White Male Privilege in Agile


#1

Developer Sarah Mei posted this on Twitter yesterday, saying those that practice TDD, refactoring and pair programming assume “A LOT of built in privilege”.

I could be missing something glaring, but I’m failing to see the connection.


#2

There were numerous replies to this tweet in an attempt to get her to elucidate her position, and instead she resorted to name calling, insults, and correcting people’s grammar. That’s troll behavior.


#3

She’s since elaborated here:

I guess the main points I took away:

  • They HAD to be at the office from 9-6 every day. This made it difficult to hold a work life balance, especially parents.
  • They HAD to pair all day, every day, for 8 hours a day. This was exhausting.

My team has core hours between 11-3 where everyone will be in the office or accessible online. I choose to come in early and leave around 4. Other choose to come in later and stay until 6-ish. This has worked well for everyone, including parents.

We also do not pair program anywhere near a full 8 hours a day. Sometimes we do, sometimes we don’t pair at all during the day. It all depends if someone is stuck, if it is something new to the entire team. We do it when it feels right, and we break off and work on our own when that makes sense too.

She’s still adding to the thread, but I feel like a lot of what she’s describing relates to very hardcore agile practices.


#4

I read the whole thing, and it sounds like her environment sucked. Those core working hours are completely unrealistic, as well as pairing 8 hours a day. So the problem isn’t Agile/XP/Scrum, the problem is that organization’s application of the methodology.


#5

Yeah, I guess from a purist perspective, that’s true “XP”?

But I don’t think a majority of people pushing XP would advocate for the type of environment she described. I agree that what she described is not ideal for anyone, and I would not last very long working like that.


#6

Lol


#7

As a person who normally pushes against “white male privilege” (as an ashamed white male)… I also recognize gaslighting and emotionally abusive approaches from a mile away. It’s a shame that she went through a traumatizing environment, and it seems that she is unable to separate the environment’s impact on her XP experience from actual XP practices.

The best thing we can do is show empathy for her past trauma and share stories that prove her experience to not be the only outcome of an XP attempt (without being combative)… and then walk away. This approach will likely not change her mind, but it may keep others that are reading the thread from assuming her attack is 100% truth in all settings allowing a more open mind in future attempts.

We all know there are more bad agile implementations than good…


#8

@kschlabach - “We all know there are more bad agile implementations than good”, well put and it’s hard not to put that tweet to one of those bad implementations.

In my experience, I’ve used pairing not only with people from different cultures, but distributed teams (split across India and the UK) and teams with vast differences in age and experience as well and used it as a method of mentoring. It has always worked exceedingly well, resulting in amazing team dynamics.


#9

I’ll share my perspective as a working mom and say that I think this was absolutely the product of an unhealthy work environment and had almost nothing to do with agile or agile practices. You could say the same thing about the time of day a team chooses to do stand up but your drawing a very dotted line to a team who just isn’t respecting the work/life balance of everyone on the team. I’ve had to get up and leave a retro to pump, step out of story mapping to pick up a sick kid and been late to stand up because a kid puked on me- but all of that was more of an imbalance in my own household (and society) than because those ceremonies excited.


#10

My impression is that there’s a lot that Sarah Mei likes about XP and that she’s had both good and bad experiences with its practices. I think that she wants to fix it, not throw it out. And it seems that there are enough other women who have had similar experiences to motivate a conference dedicated to the subject, Pear Conf in July, where she will be giving one of the keynotes. I attended the previous incarnation, AndXP in 2016, and I’ll be at Pear Conf as well.

I might jump on Twitter to ask some questions at some point. She mentioned a lot more than just hours, but since that’s the main thing picked up on in this thread I’ll just chime in with total agreement that 8 hours of pairing is crazy. But then 8 hours of programming is pretty crazy. The most productive teams I’ve worked on did maybe 6 hours of programming a day, all of it paired.

I would hope that something like mob programming could allow for more flexible schedules, since the group can keep going even if people come and go. But I’ve heard the folks at Hunter Industries talk about a strict 8-5 schedule as well. When did we give up on 9-5 and let 9-hour days become normal? Remember “Sustainable Pace” a.k.a. “40-Hour Week” is one of the core XP practices! (Not saying I live up to it myself right now, but then I don’t work at an XP shop at the moment.)


#11

NOTE: Aware I am a middle age white male… I saw this and thought it relevant to the conversation.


▶ _PROBLEM TO SOLVE_: Using "horizontal" as the search string, find the matching lines below and copy them.

▶ _TASK INPUTS_:
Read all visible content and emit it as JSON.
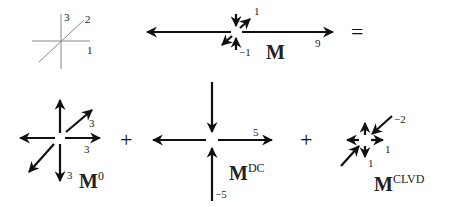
{
  "axes_key": {
    "labels": [
      "1",
      "2",
      "3"
    ],
    "axis_color": "#888888"
  },
  "equation": {
    "lhs": {
      "symbol": "M",
      "eigen_labels": {
        "horizontal": "9",
        "diag": "1",
        "vertical": "−1"
      }
    },
    "equals": "=",
    "plus": "+",
    "terms": [
      {
        "id": "isotropic",
        "symbol": "M",
        "superscript": "0",
        "eigen_labels": {
          "diag": "3",
          "horizontal": "3",
          "vertical": "3"
        }
      },
      {
        "id": "double_couple",
        "symbol": "M",
        "superscript": "DC",
        "eigen_labels": {
          "horizontal": "5",
          "vertical": "−5"
        }
      },
      {
        "id": "clvd",
        "symbol": "M",
        "superscript": "CLVD",
        "eigen_labels": {
          "diag": "−2",
          "horizontal": "1",
          "vertical": "1"
        }
      }
    ]
  },
  "colors": {
    "arrow": "#111111",
    "axis": "#888888",
    "text": "#222222"
  }
}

▶ _ANSWER_:
        "horizontal": "9",
          "horizontal": "3",
          "horizontal": "5",
          "horizontal": "1",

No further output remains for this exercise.